Start of RECORD EXCERPTS

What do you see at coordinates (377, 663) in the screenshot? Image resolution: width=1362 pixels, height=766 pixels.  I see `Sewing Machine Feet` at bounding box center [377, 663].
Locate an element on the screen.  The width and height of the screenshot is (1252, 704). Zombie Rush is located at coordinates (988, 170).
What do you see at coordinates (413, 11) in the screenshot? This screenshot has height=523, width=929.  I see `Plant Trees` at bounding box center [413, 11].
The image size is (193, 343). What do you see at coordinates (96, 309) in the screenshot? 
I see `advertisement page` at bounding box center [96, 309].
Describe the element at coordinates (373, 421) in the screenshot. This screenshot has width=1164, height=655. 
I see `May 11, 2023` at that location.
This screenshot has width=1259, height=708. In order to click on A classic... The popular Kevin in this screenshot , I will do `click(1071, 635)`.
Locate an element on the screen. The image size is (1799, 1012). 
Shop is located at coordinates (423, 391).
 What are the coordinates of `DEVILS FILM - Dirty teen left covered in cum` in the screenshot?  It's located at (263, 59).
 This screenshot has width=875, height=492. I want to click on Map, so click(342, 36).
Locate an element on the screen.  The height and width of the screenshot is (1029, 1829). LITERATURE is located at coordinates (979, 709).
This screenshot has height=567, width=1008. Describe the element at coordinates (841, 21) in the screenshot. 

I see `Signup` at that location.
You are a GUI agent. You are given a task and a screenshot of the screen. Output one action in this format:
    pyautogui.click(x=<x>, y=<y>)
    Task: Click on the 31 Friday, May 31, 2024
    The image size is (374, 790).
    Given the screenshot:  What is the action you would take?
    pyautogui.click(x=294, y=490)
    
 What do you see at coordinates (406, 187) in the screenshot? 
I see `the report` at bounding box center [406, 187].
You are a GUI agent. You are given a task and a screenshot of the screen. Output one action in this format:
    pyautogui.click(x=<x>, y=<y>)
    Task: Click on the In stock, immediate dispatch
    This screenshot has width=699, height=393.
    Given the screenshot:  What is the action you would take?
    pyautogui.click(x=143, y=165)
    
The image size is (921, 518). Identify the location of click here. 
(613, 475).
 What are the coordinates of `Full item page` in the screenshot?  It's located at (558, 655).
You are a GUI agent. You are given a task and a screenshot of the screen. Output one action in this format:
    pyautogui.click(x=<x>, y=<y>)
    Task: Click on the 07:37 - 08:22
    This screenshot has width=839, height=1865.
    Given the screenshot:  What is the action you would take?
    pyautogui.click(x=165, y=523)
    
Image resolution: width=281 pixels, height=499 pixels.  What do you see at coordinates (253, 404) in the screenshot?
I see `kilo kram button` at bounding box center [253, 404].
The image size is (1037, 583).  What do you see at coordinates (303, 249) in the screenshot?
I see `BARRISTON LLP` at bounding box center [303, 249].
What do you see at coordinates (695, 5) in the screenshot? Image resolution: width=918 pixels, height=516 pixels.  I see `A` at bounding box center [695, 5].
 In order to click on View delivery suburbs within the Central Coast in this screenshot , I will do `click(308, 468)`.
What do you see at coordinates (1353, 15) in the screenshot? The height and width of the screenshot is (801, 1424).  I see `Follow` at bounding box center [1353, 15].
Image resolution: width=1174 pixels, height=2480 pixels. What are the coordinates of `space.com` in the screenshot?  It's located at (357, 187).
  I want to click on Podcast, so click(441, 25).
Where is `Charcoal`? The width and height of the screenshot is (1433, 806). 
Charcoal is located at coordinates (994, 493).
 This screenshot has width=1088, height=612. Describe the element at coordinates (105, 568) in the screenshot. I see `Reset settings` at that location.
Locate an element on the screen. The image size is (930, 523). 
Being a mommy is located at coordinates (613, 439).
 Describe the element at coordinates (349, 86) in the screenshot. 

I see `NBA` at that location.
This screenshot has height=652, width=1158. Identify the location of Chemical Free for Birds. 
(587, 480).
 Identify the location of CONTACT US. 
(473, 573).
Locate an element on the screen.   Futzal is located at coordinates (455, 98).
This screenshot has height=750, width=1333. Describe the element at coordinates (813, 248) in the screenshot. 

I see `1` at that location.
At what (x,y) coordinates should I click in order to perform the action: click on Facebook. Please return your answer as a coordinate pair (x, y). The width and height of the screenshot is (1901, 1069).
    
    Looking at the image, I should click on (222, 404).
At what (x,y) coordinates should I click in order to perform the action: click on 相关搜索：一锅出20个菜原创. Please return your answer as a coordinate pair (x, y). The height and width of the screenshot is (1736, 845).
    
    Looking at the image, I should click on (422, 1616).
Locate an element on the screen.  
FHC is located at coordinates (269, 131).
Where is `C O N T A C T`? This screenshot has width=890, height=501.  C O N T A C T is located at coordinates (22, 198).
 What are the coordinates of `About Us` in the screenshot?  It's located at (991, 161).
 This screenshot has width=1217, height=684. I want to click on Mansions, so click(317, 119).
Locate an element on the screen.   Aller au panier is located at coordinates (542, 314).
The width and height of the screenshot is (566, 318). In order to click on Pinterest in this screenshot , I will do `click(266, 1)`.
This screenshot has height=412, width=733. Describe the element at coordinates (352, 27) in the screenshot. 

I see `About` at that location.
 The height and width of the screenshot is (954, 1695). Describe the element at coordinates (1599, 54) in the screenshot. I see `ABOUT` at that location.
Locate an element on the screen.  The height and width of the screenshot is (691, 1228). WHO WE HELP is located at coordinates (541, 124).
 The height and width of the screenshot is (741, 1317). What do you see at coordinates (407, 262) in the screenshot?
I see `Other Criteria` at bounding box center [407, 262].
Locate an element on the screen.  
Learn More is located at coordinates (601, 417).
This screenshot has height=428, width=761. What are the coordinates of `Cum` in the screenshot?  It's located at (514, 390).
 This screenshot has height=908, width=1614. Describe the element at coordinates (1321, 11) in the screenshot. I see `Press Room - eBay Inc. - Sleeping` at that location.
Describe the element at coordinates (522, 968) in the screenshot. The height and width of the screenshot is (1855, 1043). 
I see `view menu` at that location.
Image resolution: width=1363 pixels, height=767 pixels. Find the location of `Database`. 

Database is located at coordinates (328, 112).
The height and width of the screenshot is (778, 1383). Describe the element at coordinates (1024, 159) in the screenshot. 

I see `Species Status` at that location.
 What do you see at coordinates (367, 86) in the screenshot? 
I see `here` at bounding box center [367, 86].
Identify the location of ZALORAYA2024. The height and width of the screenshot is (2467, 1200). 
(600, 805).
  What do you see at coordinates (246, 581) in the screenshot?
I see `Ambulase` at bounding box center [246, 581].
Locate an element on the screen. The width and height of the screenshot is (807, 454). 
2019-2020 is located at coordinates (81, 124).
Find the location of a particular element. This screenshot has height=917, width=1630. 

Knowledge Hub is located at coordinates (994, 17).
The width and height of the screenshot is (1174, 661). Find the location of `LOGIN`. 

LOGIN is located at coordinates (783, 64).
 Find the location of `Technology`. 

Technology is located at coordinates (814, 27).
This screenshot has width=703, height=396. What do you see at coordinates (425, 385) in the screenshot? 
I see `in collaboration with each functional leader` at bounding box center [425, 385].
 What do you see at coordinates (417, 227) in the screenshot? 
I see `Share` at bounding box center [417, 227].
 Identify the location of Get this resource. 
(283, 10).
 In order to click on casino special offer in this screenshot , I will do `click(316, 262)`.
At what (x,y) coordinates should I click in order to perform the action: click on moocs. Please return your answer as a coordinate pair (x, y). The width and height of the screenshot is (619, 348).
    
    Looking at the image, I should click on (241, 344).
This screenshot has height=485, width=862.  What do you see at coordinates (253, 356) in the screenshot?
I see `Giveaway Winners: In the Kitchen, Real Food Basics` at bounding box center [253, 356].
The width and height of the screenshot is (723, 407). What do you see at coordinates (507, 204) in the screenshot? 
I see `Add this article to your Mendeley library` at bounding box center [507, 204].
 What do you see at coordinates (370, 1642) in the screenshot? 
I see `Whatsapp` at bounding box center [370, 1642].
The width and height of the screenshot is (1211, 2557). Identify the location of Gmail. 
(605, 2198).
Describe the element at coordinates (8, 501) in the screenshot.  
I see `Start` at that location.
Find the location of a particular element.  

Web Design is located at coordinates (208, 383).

End of RECORD EXCERPTS

TASK REQUIREMENTS: Retype only the lines above between the line with "Task: Click on the In" and the line with "What do you see at coordinates (1353, 15)", counting those two lines as well, and keep every character as it is.

RESULT OF THIS EXERCISE:
    Task: Click on the In stock, immediate dispatch
    This screenshot has width=699, height=393.
    Given the screenshot:  What is the action you would take?
    pyautogui.click(x=143, y=165)
    
The image size is (921, 518). Identify the location of click here. 
(613, 475).
 What are the coordinates of `Full item page` in the screenshot?  It's located at (558, 655).
You are a GUI agent. You are given a task and a screenshot of the screen. Output one action in this format:
    pyautogui.click(x=<x>, y=<y>)
    Task: Click on the 07:37 - 08:22
    This screenshot has width=839, height=1865.
    Given the screenshot:  What is the action you would take?
    pyautogui.click(x=165, y=523)
    
Image resolution: width=281 pixels, height=499 pixels.  What do you see at coordinates (253, 404) in the screenshot?
I see `kilo kram button` at bounding box center [253, 404].
The image size is (1037, 583).  What do you see at coordinates (303, 249) in the screenshot?
I see `BARRISTON LLP` at bounding box center [303, 249].
What do you see at coordinates (695, 5) in the screenshot? Image resolution: width=918 pixels, height=516 pixels.  I see `A` at bounding box center [695, 5].
 In order to click on View delivery suburbs within the Central Coast in this screenshot , I will do `click(308, 468)`.
What do you see at coordinates (1353, 15) in the screenshot? The height and width of the screenshot is (801, 1424).  I see `Follow` at bounding box center [1353, 15].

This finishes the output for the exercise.